Healthy river, healthy water supply

CP MA18 Healthy River Image

If you listen to the babble of the Mokelumne River, you’ll hear the songs of life. Birds, trees, wildlife, and fish sing in harmony with the ripples and wakes of fresh water. This river is the source of the East Bay’s drinking water and EBMUD is on a daily mission to keep its vibrant song alive and healthy.

A healthy river ecosystem means high-quality water

EBMUD works to protect the ecosystem of the Mokelumne River watershed in the Sierra Nevada Mountains. By working with public and private landowners, the U.S. Forest Service, and fellow water agencies through the Upper Mokelumne River Watershed Authority, EBMUD helps to restore forests and meadows, ensure a balanced water supply and limit activities that can hurt the land, water or wildlife.

ChinookWhen the disastrous Butte Fire destroyed nearly all vegetation on a portion of the river watershed in 2015, we organized staff and volunteer efforts to re-seed and protect the raw ground. These efforts helped control erosion on public and private land that drains into the river. Soon, we’ll support the CalFauna Foundation to plant native sugar pines, ponderosa pines and sequoia seedlings in the area as well. We work arm-in-arm with the California Department of Fish and Wildlife (CDFW), U.S. Fish and Wildlife Service, National Marine Fisheries Service, and others to guide reservoir and river operations to support a very successful salmon fishery in the lower Mokelumne River.

Success shows

Our collective success at implementing a whole suite of watershed management practices shows. Water quality up and down the river is good for humans, fish and wildlife. With CDFW, we operate a fish hatchery to enhance the natural production of Chinook salmon and steelhead trout. Populations of California tiger salamander, an endangered species, are expanding due to habitat enhancement and improvement projects on EBMUD watershed lands along the Mokelumne River.

See these partnerships in action. Visit the Mokelumne River Day Use Area or take a tour of the Mokelumne River Fish Hatchery, managed by EBMUD and the California Department of Fish and Wildlife. For more info visit ebmud.com/fishhatcherytour

This year, EBMUD and our river partners celebrated a great milestone—a record Chinook salmon return of 20,000 fish on the Mokelumne River—the highest return since record-keeping began in 1940. Thank you for supporting EBMUD partnerships in our mission to protect the land and water that give us life.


**Work item:** Among the lines of the records, find all that carry the word "ball" and copy them.
----- Data supplied
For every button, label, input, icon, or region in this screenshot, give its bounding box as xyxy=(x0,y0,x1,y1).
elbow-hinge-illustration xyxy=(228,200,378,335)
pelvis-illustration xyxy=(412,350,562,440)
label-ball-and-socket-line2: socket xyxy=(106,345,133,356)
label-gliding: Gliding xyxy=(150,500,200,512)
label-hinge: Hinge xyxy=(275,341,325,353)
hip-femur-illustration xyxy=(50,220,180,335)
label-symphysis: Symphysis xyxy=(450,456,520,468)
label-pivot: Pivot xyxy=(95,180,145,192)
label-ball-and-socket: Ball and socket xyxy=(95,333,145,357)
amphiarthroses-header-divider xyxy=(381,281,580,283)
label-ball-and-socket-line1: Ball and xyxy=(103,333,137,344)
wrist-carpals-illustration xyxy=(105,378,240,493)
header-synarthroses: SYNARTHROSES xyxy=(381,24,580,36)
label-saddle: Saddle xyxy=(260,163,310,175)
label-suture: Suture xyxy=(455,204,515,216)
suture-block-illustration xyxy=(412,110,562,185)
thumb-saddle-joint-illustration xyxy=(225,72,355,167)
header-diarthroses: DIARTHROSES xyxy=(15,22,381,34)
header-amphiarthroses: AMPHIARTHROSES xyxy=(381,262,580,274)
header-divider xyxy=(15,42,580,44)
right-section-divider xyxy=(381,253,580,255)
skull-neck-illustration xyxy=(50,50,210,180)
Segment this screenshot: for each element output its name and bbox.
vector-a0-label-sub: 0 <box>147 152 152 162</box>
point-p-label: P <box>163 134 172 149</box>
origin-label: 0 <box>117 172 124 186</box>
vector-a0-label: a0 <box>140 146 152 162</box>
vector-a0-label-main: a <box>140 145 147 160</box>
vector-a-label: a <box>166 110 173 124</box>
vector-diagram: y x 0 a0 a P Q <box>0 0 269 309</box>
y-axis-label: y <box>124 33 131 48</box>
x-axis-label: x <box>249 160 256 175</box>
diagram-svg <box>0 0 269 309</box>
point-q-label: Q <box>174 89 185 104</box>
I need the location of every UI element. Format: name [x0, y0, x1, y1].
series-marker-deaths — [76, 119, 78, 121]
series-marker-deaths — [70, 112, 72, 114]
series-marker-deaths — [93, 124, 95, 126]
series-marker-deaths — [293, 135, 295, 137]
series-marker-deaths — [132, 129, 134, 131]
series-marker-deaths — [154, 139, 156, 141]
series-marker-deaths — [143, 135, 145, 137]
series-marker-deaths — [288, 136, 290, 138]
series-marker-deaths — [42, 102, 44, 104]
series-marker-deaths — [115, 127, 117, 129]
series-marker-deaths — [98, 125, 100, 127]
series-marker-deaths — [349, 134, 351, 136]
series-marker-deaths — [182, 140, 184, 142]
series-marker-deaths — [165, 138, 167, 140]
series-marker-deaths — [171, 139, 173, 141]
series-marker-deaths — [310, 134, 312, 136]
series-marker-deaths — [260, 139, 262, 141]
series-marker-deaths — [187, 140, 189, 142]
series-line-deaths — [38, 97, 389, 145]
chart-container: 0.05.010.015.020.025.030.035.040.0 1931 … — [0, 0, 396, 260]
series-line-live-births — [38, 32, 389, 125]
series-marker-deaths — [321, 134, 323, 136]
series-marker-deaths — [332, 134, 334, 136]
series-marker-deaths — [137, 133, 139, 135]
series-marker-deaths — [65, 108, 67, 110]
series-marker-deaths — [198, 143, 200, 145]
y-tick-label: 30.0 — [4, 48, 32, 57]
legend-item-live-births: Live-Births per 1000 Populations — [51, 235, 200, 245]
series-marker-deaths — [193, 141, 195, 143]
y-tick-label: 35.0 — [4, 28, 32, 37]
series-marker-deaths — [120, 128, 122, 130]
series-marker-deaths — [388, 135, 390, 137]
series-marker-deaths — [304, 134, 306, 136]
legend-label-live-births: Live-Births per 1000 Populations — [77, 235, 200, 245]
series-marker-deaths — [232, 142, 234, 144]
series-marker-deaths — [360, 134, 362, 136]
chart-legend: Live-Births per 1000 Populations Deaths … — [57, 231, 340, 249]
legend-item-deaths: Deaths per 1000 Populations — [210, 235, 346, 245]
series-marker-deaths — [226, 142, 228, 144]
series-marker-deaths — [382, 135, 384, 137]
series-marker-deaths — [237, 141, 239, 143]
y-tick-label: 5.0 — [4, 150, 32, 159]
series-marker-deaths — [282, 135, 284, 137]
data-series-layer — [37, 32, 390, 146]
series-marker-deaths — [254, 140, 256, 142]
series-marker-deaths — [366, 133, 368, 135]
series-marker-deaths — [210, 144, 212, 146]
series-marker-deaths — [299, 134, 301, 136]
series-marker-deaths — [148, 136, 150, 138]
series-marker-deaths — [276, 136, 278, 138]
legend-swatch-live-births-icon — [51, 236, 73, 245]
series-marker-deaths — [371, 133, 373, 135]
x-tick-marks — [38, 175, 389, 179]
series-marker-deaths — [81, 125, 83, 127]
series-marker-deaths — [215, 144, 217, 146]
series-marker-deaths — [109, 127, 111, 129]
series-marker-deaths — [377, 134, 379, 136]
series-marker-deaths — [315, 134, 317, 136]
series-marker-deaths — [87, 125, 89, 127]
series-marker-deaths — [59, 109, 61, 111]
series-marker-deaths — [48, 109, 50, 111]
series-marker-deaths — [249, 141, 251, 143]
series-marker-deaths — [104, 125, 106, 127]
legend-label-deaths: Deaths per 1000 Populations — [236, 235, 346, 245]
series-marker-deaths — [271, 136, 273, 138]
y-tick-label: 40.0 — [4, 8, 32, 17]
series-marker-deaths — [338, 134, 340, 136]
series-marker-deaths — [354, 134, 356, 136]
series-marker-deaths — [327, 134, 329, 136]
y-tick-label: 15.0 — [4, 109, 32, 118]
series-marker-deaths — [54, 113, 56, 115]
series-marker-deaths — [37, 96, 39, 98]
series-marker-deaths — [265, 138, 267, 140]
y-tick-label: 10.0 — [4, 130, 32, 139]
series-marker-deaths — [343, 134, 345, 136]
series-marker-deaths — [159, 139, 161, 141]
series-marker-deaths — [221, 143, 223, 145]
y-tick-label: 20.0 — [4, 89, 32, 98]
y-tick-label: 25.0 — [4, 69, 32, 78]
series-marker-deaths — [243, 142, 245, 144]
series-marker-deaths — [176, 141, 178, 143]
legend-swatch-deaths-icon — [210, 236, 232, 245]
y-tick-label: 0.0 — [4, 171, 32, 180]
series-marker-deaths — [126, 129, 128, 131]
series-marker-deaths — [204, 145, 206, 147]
----------
----- Data supplied
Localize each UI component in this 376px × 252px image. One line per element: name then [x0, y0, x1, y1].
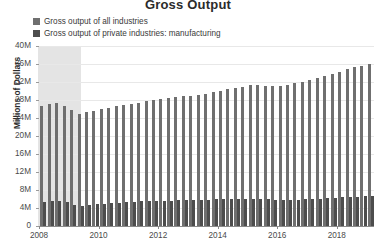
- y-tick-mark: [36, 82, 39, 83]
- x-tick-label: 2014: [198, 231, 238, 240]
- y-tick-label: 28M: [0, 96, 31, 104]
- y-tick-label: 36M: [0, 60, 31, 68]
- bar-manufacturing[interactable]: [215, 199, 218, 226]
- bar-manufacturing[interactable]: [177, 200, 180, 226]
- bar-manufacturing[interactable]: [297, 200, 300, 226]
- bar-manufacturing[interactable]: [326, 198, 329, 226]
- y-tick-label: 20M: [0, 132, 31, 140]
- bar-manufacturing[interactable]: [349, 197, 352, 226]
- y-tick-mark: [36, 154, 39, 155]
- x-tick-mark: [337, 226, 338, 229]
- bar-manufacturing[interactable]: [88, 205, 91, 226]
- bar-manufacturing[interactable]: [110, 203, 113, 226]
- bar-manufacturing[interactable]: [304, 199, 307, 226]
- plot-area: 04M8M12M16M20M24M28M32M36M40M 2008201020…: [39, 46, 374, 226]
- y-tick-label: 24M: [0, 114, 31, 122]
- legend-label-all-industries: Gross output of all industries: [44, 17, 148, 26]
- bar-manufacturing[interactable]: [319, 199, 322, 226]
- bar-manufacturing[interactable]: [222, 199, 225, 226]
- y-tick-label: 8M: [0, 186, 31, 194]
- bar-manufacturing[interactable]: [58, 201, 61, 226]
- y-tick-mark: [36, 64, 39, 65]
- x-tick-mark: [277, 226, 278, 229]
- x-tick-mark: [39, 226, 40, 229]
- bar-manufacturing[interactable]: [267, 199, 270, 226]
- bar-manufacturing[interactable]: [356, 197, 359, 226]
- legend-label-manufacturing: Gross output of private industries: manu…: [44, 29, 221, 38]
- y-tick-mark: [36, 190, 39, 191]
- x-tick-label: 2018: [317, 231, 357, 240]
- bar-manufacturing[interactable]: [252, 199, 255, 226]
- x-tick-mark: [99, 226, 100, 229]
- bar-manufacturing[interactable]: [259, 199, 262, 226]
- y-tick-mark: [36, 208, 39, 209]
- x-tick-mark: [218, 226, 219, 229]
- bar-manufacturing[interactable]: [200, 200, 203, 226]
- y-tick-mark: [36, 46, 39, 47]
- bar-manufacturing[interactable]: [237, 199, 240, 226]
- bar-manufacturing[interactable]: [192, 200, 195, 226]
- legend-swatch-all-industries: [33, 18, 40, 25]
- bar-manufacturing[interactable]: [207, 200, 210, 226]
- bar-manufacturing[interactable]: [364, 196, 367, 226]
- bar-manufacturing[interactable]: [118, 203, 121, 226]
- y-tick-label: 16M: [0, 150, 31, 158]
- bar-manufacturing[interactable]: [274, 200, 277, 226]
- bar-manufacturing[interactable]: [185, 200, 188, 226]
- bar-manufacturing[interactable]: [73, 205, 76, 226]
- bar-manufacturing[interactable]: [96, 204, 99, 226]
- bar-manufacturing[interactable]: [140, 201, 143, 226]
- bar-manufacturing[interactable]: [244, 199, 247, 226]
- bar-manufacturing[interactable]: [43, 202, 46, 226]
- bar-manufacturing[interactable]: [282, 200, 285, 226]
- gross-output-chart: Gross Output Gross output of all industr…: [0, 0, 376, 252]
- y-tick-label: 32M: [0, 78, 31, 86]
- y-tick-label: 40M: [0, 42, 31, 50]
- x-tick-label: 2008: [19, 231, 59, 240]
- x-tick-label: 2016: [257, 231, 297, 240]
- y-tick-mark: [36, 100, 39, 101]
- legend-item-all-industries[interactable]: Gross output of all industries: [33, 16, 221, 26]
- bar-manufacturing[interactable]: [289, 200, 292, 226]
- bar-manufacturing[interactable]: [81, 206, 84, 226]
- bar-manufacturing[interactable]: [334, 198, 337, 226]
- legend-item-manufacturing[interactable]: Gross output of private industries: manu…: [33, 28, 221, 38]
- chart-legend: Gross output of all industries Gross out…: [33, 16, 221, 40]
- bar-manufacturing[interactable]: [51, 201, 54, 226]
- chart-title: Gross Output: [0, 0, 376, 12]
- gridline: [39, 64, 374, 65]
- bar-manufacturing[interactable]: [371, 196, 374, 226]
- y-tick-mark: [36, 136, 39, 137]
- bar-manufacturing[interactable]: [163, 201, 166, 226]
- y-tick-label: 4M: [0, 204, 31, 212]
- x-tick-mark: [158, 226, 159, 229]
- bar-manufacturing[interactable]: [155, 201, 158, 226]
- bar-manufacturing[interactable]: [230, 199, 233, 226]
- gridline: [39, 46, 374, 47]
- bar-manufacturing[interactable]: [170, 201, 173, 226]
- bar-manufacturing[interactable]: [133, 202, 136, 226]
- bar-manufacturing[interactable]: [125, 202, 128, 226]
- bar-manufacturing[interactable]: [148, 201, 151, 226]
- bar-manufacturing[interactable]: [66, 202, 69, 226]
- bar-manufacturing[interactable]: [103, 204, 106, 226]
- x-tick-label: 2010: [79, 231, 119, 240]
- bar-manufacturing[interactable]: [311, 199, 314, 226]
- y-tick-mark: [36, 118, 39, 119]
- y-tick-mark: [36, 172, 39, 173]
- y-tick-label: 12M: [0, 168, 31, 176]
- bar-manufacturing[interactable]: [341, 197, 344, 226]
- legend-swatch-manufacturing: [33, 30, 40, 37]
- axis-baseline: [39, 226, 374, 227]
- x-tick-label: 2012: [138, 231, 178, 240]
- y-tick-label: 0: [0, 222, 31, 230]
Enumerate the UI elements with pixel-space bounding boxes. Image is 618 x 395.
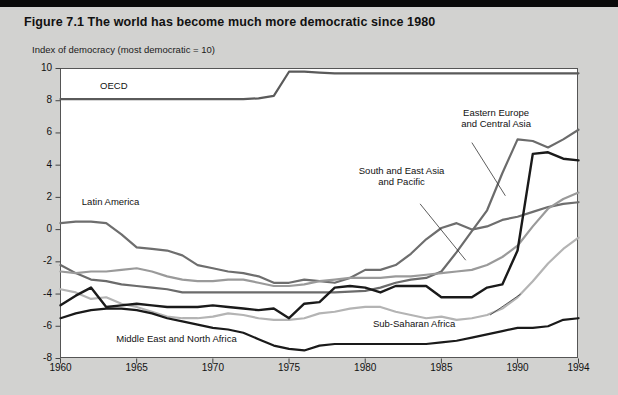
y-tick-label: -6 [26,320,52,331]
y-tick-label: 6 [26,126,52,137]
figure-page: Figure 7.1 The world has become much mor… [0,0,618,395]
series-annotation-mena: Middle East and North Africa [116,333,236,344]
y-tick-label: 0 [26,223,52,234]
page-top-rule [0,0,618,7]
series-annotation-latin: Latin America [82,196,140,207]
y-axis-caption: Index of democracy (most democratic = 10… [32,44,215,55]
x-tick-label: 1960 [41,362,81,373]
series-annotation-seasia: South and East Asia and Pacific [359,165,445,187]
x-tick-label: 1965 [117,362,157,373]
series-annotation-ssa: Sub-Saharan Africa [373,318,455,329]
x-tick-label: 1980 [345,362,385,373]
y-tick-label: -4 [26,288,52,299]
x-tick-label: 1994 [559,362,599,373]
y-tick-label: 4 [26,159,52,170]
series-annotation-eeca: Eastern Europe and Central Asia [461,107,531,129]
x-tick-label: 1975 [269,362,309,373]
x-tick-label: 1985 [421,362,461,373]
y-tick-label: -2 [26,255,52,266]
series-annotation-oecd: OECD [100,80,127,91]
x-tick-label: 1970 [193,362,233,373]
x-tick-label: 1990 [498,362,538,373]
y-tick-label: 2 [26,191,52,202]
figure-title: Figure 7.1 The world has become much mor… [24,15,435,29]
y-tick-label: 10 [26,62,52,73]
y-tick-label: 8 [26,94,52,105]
----------
----- Data supplied
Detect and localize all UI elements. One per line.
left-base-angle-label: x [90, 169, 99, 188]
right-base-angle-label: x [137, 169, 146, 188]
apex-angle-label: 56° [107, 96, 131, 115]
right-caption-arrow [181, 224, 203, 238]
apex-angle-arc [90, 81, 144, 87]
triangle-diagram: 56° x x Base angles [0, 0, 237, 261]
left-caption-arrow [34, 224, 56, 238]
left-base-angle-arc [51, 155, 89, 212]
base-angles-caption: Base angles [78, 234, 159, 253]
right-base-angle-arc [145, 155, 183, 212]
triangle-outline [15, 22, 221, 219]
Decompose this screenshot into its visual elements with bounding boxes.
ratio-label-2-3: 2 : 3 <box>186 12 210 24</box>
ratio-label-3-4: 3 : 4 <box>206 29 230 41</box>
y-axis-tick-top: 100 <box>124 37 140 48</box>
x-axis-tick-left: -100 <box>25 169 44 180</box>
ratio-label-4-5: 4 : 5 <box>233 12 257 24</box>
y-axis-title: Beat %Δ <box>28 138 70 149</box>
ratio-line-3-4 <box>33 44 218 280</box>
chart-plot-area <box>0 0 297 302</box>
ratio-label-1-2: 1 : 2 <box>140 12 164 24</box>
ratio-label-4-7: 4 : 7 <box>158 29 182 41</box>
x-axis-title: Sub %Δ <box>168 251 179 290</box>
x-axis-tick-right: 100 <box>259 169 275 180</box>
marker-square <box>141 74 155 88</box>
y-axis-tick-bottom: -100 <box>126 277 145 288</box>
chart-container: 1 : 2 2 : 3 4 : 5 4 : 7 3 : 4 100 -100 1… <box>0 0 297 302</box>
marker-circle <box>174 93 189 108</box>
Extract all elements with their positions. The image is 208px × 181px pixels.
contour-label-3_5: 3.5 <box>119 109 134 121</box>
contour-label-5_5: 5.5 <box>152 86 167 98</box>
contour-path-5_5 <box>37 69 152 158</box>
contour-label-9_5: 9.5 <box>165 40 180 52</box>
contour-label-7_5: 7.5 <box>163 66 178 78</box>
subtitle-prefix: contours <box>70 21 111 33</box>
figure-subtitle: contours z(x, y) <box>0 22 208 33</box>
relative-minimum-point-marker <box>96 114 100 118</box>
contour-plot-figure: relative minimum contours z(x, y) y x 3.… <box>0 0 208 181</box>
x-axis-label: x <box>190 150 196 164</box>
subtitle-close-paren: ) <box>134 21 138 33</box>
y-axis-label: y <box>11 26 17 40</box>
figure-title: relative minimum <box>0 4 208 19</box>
----------
**Answer:**
label-ball-and-socket-line2: socket xyxy=(106,345,133,356)
label-ball-and-socket: Ball and socket xyxy=(95,333,145,357)
label-ball-and-socket-line1: Ball and xyxy=(103,333,137,344)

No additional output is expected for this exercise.